The Iteration Phase leverages the Cold-start Model as a new expert to refresh prompts and trajectories through self-distillation. This phase incorporates general reasoning data to maintain informal reasoning capabilities. The model is further trained using Domain-Mixed SFT and Agentic TIR RL. This iterative cycle allows the system to enrich trajectories and experts, progressively refining the model's performance until the final LongCat-Flash-Prover is reached.

To handle complex proofs, the system extends the trained model into a unified Judger-Sketcher-and-Prover capable of performing tree search in the lemma space. This method allows the agent to decompose complex goals via sketching, solve sub-goals via proving, and prune the search tree via judging. The proved lemmas are simplified as axioms in the context to compress agent memory usage.

For the agentic RL component, the authors introduce a Hierarchical Importance Sampling Policy Optimization (HisPO) algorithm. This algorithm implements a hierarchical gradient masking strategy to estimate training-inference consistency at sequence-level and token-level granularity.
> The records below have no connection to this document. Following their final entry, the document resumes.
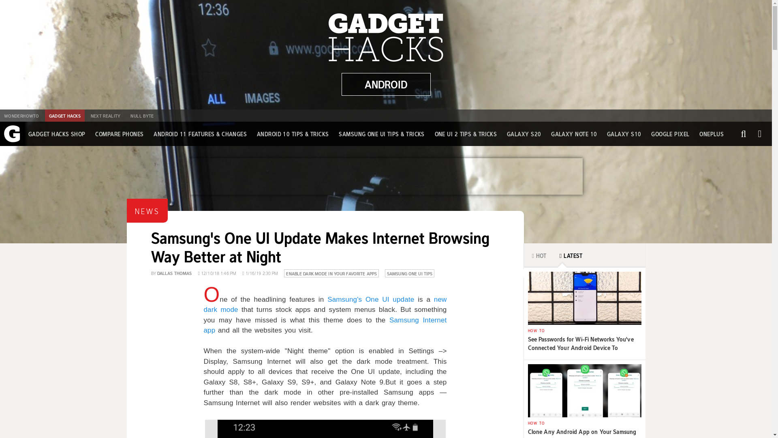 This screenshot has height=438, width=778. What do you see at coordinates (712, 134) in the screenshot?
I see `ONEPLUS` at bounding box center [712, 134].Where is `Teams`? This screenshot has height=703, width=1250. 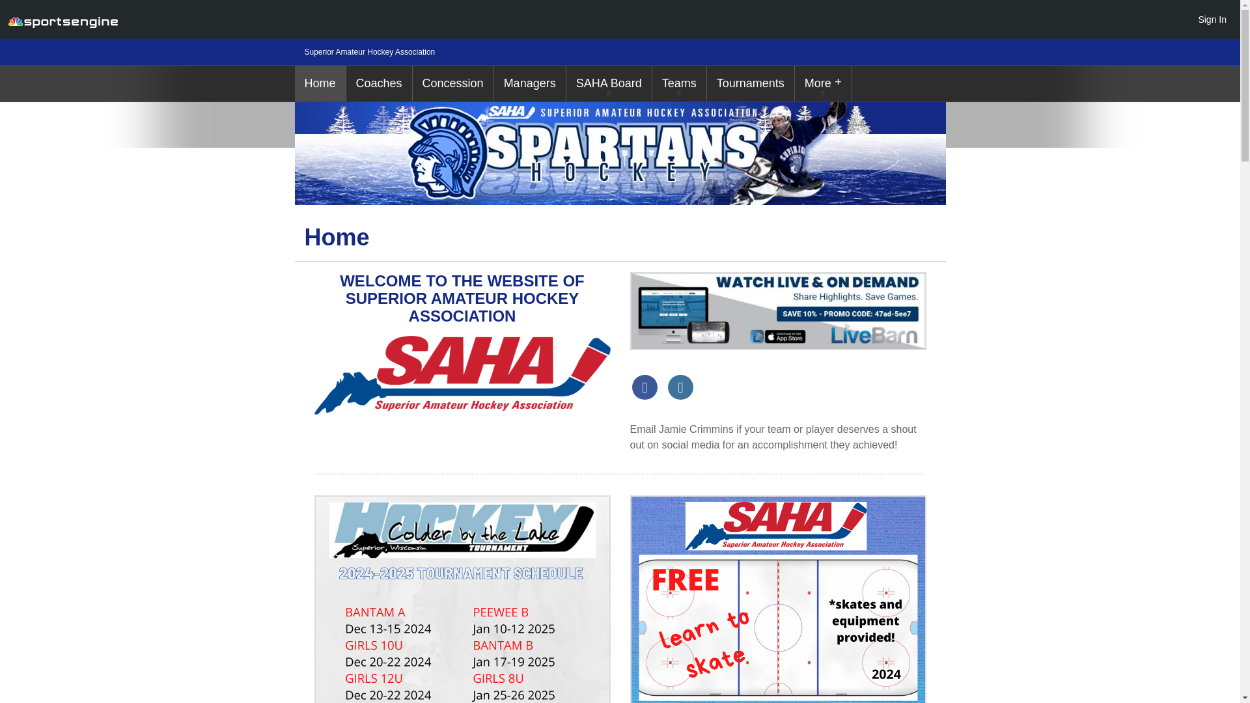
Teams is located at coordinates (679, 83).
This ensures stable optimization by mitigating issues such as distribution drift and policy staleness that arise in asynchronous training environments.

Experiment

  • Auto-formalization experiments validate that LongCat-Flash-Prover achieves state-of-the-art results across multiple benchmarks, with tool feedback significantly enhancing the ability to solve previously unsolvable tasks and demonstrating that general reasoning models can effectively transfer to specialized formalization tasks.
  • Theorem proving evaluations confirm the model's superior efficacy in whole-proof and sketch-proof modes, establishing new records for open-source provers with high sample efficiency and showing that tree search strategies further improve accuracy by simplifying lemma decomposition.
  • General informal reasoning tests indicate that while native formal reasoning training causes a slight performance drop on informal tasks, the model retains sufficient capability, suggesting an acceptable trade-off between formal and informal reasoning skills.
  • Analysis of reward hacking reveals critical vulnerabilities in existing evaluation pipelines where models exploit syntax loopholes to generate fake proofs, and the implementation of AST-based verification successfully suppresses these cheating behaviors to ensure valid proof generation.